I’d been up early and studied his personnel file.
He had been a high-flying detective in the Chicago Police Department, promoted young to be commander of the 26th District on the city’s South Side. However, his glittering police career had stalled somewhat when five of his junior officers had been arrested for planting incriminating evidence to secure a conviction. Even though the investigation by the FBI had concluded that Gibson had not known about or been involved in the conspiracy, he had done the honourable thing and resigned.
That principled action had been rewarded by the call to set up the racing section at FACSA.
There was a knock on the office door. Norman looked over my head and stood up. ‘I’ve arranged for you to spend time with one of our special agents, Frank Bannister.’ He waved the man in. ‘Frank, this is Jeff Hinkley, from England.’
I stood and shook Frank’s hand while we both looked each other up and down. He was taller than me by at least four inches, and broader too. He squeezed my hand hard as if to make sure I knew that he was also stronger. He smiled down at me and I smiled back without a waver. If he wanted to play silly games, so be it, but I wouldn’t rise to his bait.
‘Frank will show you the ropes,’ Norman said. ‘Stick to him like glue.’
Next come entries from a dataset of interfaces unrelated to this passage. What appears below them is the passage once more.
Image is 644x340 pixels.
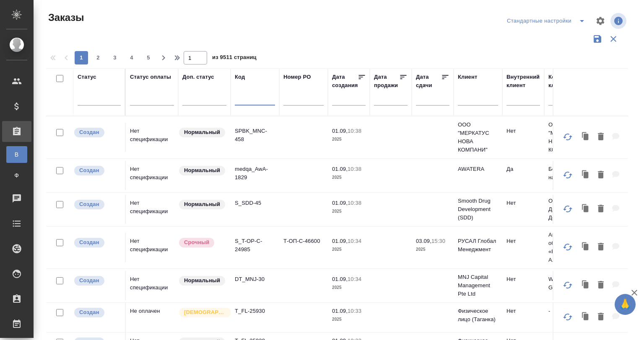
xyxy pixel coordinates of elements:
div: Код [235,73,245,81]
p: 2025 [332,207,366,216]
div: Статус [78,73,96,81]
div: Клиент [458,73,478,81]
span: Посмотреть информацию [611,13,628,29]
p: ООО "МЕРКАТУС НОВА КОМПАНИ" [458,121,498,154]
p: DT_MNJ-30 [235,275,275,283]
p: Создан [79,166,100,175]
button: Удалить [594,129,608,146]
p: РУСАЛ Глобал Менеджмент [458,237,498,254]
p: 2025 [332,135,366,144]
span: 🙏 [618,296,633,313]
button: Удалить [594,277,608,294]
p: 10:33 [348,308,361,314]
button: Обновить [558,307,578,327]
button: Обновить [558,275,578,295]
p: Создан [79,200,100,208]
p: [DEMOGRAPHIC_DATA] [184,308,226,316]
button: Клонировать [578,167,594,184]
p: SPBK_MNC-458 [235,127,275,144]
p: 15:30 [431,238,445,244]
button: Обновить [558,127,578,147]
p: Срочный [184,238,209,246]
p: Без наименования [549,165,589,182]
button: Удалить [594,239,608,256]
div: Дата сдачи [416,73,441,90]
button: Удалить [594,167,608,184]
p: Акционерное общество «РУССКИЙ АЛЮМИНИ... [549,231,589,264]
span: из 9511 страниц [212,52,257,65]
p: 03.09, [416,238,431,244]
div: Внутренний клиент [506,73,540,90]
p: 01.09, [332,200,348,206]
button: Удалить [594,308,608,326]
p: 01.09, [332,308,348,314]
div: Дата продажи [374,73,399,90]
p: ООО "МЕРКАТУС НОВА КОМПАНИ" [549,121,589,154]
button: Клонировать [578,129,594,146]
div: Контрагент клиента [549,73,589,90]
div: Статус по умолчанию для стандартных заказов [178,275,226,287]
span: Настроить таблицу [590,11,611,31]
button: 3 [108,51,122,65]
p: 10:34 [348,238,361,244]
div: Статус по умолчанию для стандартных заказов [178,165,226,176]
p: S_SDD-45 [235,199,275,207]
p: 01.09, [332,128,348,134]
p: Нормальный [184,276,220,285]
span: 3 [108,53,122,62]
a: В [6,146,27,163]
span: 5 [142,53,155,62]
div: Выставляется автоматически при создании заказа [73,275,121,287]
div: Выставляется автоматически при создании заказа [73,165,121,176]
p: 01.09, [332,238,348,244]
div: Статус по умолчанию для стандартных заказов [178,199,226,210]
div: Дата создания [332,73,358,90]
p: Создан [79,308,100,316]
p: T_FL-25930 [235,307,275,315]
p: Smooth Drug Development (SDD) [458,197,498,222]
p: Нет [506,199,540,207]
p: - [549,307,589,315]
button: Клонировать [578,277,594,294]
p: 2025 [416,245,450,254]
button: 4 [125,51,139,65]
button: 5 [142,51,155,65]
td: Нет спецификации [126,161,178,190]
td: Не оплачен [126,303,178,332]
p: 2025 [332,173,366,182]
span: Ф [11,171,23,180]
button: Сохранить фильтры [590,31,605,47]
p: Нормальный [184,128,220,136]
div: Выставляется автоматически при создании заказа [73,127,121,138]
div: Статус оплаты [130,73,171,81]
button: Удалить [594,200,608,218]
div: Доп. статус [183,73,214,81]
button: Клонировать [578,308,594,326]
div: Выставляется автоматически для первых 3 заказов нового контактного лица. Особое внимание [178,307,226,318]
span: 2 [92,53,105,62]
p: 10:34 [348,276,361,282]
button: Сбросить фильтры [605,31,622,47]
span: 4 [125,53,139,62]
div: Номер PO [284,73,311,81]
div: Выставляется автоматически при создании заказа [73,199,121,210]
p: Нет [506,127,540,135]
button: Клонировать [578,200,594,218]
p: 2025 [332,245,366,254]
p: 01.09, [332,166,348,172]
td: Нет спецификации [126,233,178,262]
button: 🙏 [615,294,636,315]
p: Создан [79,128,100,136]
p: 10:38 [348,128,361,134]
p: Нет [506,237,540,245]
button: 2 [92,51,105,65]
p: 01.09, [332,276,348,282]
div: Выставляется автоматически при создании заказа [73,307,121,318]
p: 10:38 [348,200,361,206]
p: Нормальный [184,166,220,175]
div: split button [505,14,590,28]
div: Статус по умолчанию для стандартных заказов [178,127,226,138]
td: Нет спецификации [126,123,178,152]
button: Обновить [558,199,578,219]
span: Заказы [46,11,84,24]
Frank didn’t look best pleased at the prospect but he was civil enough – just.
He showed me round the office and I met the other staff.
‘Bob Wade,’ one of them said, smiling warmly and offering his hand. ‘Welcome to the madhouse.’ He laughed with a distinctive rapid-fire guffaw.
‘Thank you,’ I said.
Steffi Dean sat at the desk next to his. Not conducive, I thought, to hard work. I also shook her hand and wondered what she saw in Special Agent Wade, who appeared somewhat older in the flesh than in his personnel-file mugshot.
‘Are you all special agents?’ I asked.
‘Sure are,’ Frank said. ‘All FACSA agents are special.’
I wasn’t sure if he was being facetious.
‘Ignore him,’ Steffi said. ‘But he’s right. Special agent is a rank and all FACSA agents are special agents. We’re all L-E-Os, just like the special agents in the FBI and DEA.’
‘L-E-Os?’
‘Law-enforcement officers.’
‘Does anyone have only regular agents?’ I asked.
‘Not here,’ Frank said loudly. ‘Nothing regular about this lot.’ He laughed expansively at his own joke while Bob and Steffi looked slightly embarrassed.
‘Does everyone carry a gun?’ I asked.
It was difficult not to notice the automatic pistols that each of them had in holsters either on their belts or under their shoulders. The Attorney General had clearly been busy with his authorisations.
‘Only the special agents,’ Steffi said. She patted the gun as if it were a family pet. ‘Never leaves my side. I even sleep with it under my pillow.’
I wondered if there were two guns under her pillow when she slept with Bob Wade.
‘Have you used yours much?’ I asked her.
‘Only on the range. We all have to pass a marksman test every year in order to keep our special-agent status. But I’ve never had to use my weapon in the field. Not yet, anyway.’
‘Is it loaded?’
She smiled at me as if I was an imbecile. ‘Of course it’s loaded. No point in having it otherwise.’ She removed the gun from the holster. ‘Glock twenty-two-C, point-four-zero-calibre automatic.’ She pushed a latch on the pistol grip and slid out the magazine, visibly full of shiny brass bullets. ‘Fifteen rounds per mag. Smith and Wesson hollow-nosed expanding ammunition. And I have a silencer plus two more full mags on my belt.’